Possible Reasons for Email Bounce

List hygiene plays a role in the delivery race. It is important to maintain a clean mailing list and remove bounced/undeliverable emails because a lot of ISP mail servers have been known to block a sender’s email domain for repeated sending messages to email addresses from a non-existing domain.

Most spammers don’t have actual email addresses. Spammers are known to use a software that takes random email addresses and they do not care about bounced or undelivered emails. Hence, ISP assumes that the sender is trying to spam and may block or blacklist his email domain. It will be quite problematic to resolve the matter (block/blacklist) and the only thing to do is to register a new email domain or use another email domain to send emails out.

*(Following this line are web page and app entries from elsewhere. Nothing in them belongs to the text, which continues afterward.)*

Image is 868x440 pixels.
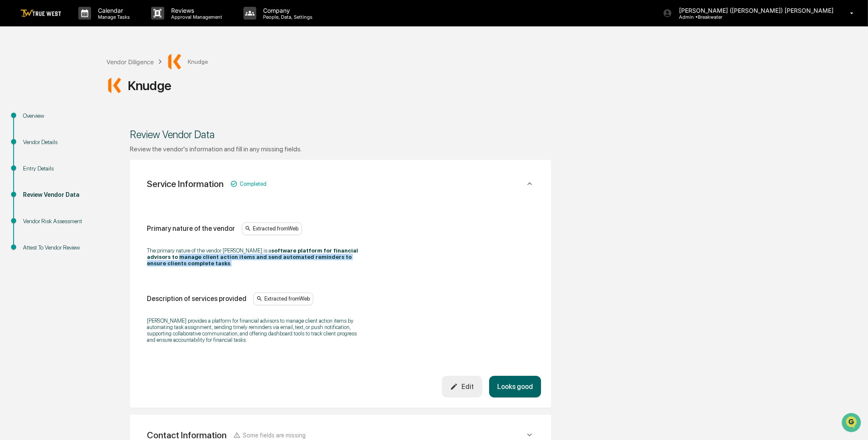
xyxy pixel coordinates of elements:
span: Some fields are missing [243,432,305,439]
span: Completed [239,181,266,187]
button: Edit [442,376,482,398]
button: Looks good [489,376,541,398]
span: Pylon [85,145,103,151]
button: Start new chat [145,68,155,78]
div: Review Vendor Data [129,129,551,141]
a: 🖐️Preclearance [5,104,58,119]
div: Review Vendor Data [23,191,93,200]
span: Attestations [71,107,105,116]
div: Start new chat [29,65,139,73]
strong: software platform for financial advisors to manage client action items and send automated reminde... [146,247,358,267]
div: Edit [450,383,474,391]
a: Powered byPylon [60,144,103,151]
p: How can we help? [9,18,155,31]
p: Calendar [91,7,134,14]
div: Extracted from Web [254,293,313,305]
div: 🗄️ [62,108,69,115]
div: Vendor Risk Assessment [23,217,93,226]
div: 🔎 [9,124,15,131]
div: Primary nature of the vendor [146,225,235,233]
div: We're available if you need us! [29,73,108,80]
div: Service Information [146,178,223,189]
p: [PERSON_NAME] provides a platform for financial advisors to manage client action items by automat... [146,318,360,344]
a: 🗄️Attestations [58,104,109,119]
img: Vendor Logo [166,54,183,71]
div: Entry Details [23,164,93,173]
p: Admin • Breakwater [672,14,751,20]
img: logo [21,9,62,18]
p: Company [256,7,317,14]
div: Knudge [166,54,208,71]
img: Vendor Logo [106,77,123,94]
p: Reviews [164,7,227,14]
p: Approval Management [164,14,227,20]
div: Vendor Diligence [106,58,154,65]
img: 1746055101610-c473b297-6a78-478c-a979-82029cc54cd1 [9,65,24,80]
div: Review the vendor's information and fill in any missing fields. [129,145,551,154]
div: Attest To Vendor Review [23,244,93,253]
div: Overview [23,112,93,120]
p: People, Data, Settings [256,14,317,20]
span: Preclearance [17,107,55,116]
div: 🖐️ [9,108,15,115]
div: Service InformationCompleted [140,198,541,398]
div: Service InformationCompleted [140,170,541,198]
div: Extracted from Web [242,222,302,236]
span: Data Lookup [17,123,54,132]
iframe: Open customer support [841,412,864,436]
div: Knudge [106,77,864,94]
p: Manage Tasks [91,14,134,20]
div: Description of services provided [146,295,246,303]
p: [PERSON_NAME] ([PERSON_NAME]) [PERSON_NAME] [672,7,838,14]
div: Vendor Details [23,137,93,146]
a: 🔎Data Lookup [5,120,57,136]
p: The primary nature of the vendor [PERSON_NAME] is a . [146,247,360,267]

According to Return Path, the average email address lifespan is approximately three years. What happens to old, abandoned addresses? Rather than kill them, many ISPs recycle them to new users or add them to filters as “spamtrap” addresses. (A spamtrap is an email address used by a filtering service to identify spam. Many are created by filtering services and placed in public domains, such as chat rooms and message boards.) Either way, email sent to a spamtrap doesn’t bounce. It’s received by someone and considered spam, or sent straight into a blackhole (deleted), along with all the rest of your messages to that ISP’s users. Thought cleaning your list wasn’t high priority? It’s mandatory.

Why does it happen that we often get bounce email messages in our email account?

Whatever method of sending email messages you use, your emails are always subject to the basic process of the SMTP servers commands for acceptance or rejection of emails by the recipient’s ISP mail server.

Just like everything on the Internet, delivering a message is not a simple process. Every email must successfully pass through numerous phases before it reaches its intended destination.

First of all your emails are sent from your send mail software to your ISP mail server. After your ISP mail server gathered all your emails and put them in queue, it then sends your messages out to each recipient’s ISP mail server by establishing a conversation with a SMTP server, i.e connecting to the port 25 on the recipient’s SMTP mail server.

The recipient’s mail server tells the sender’s server if it is prepared to receive mail. If it is not, the sender’s mail server terminates the connection and will try again later. Once emails are accepted by the recipient’s ISP mail server, they are considered as delivered.  

Many ISP mail servers are set up so that they limit the amount of messages you can send in quantity, or in the server access time. In this case you may experience a server-time-out (connection terminated) error message.

Some mail servers reduce the number of simultaneous connections from one IP address. It means that though your ISP mail server accepted all your emails, they may not be delivered or accepted by the intended recipient’s ISP mail server.

It is also highly possible that your customers mail client and/or their corporate mail server have filters that delete messages with inappropriate wordings (free, porn, viagra, etc.) in Subject, TO, FROM as well as in the message body that will result in your emails being deleted or bounced.

Sending messages with a fake or non-existing email address in FROM: header field usually results in bounced (undeliverable) mail and you may get an error message like this (or ISPs simply accept and delete your emails without sending you any notification):

572 Relay not authorized or Not local host… not a gateway

550 This address is not allowed or Requested action not taken: mailbox unavailable

Most SMTP servers accept email messages addressed to someone within their domain only. Otherwise, you will receive your emails bounced back with the error:

551 User not local, please try <forward-path> or Invalid Address: Relay request denied

Or, they will be considered as spam and deleted without notifying you.

Though your ISP mail server accepted your emails and relayed them to the recipients, they may not be delivered due to other reasons like: the recipient’s mail server is busy, anti-virus firewall, no such domain, quota exceeded, unknown user, inactive mailbox.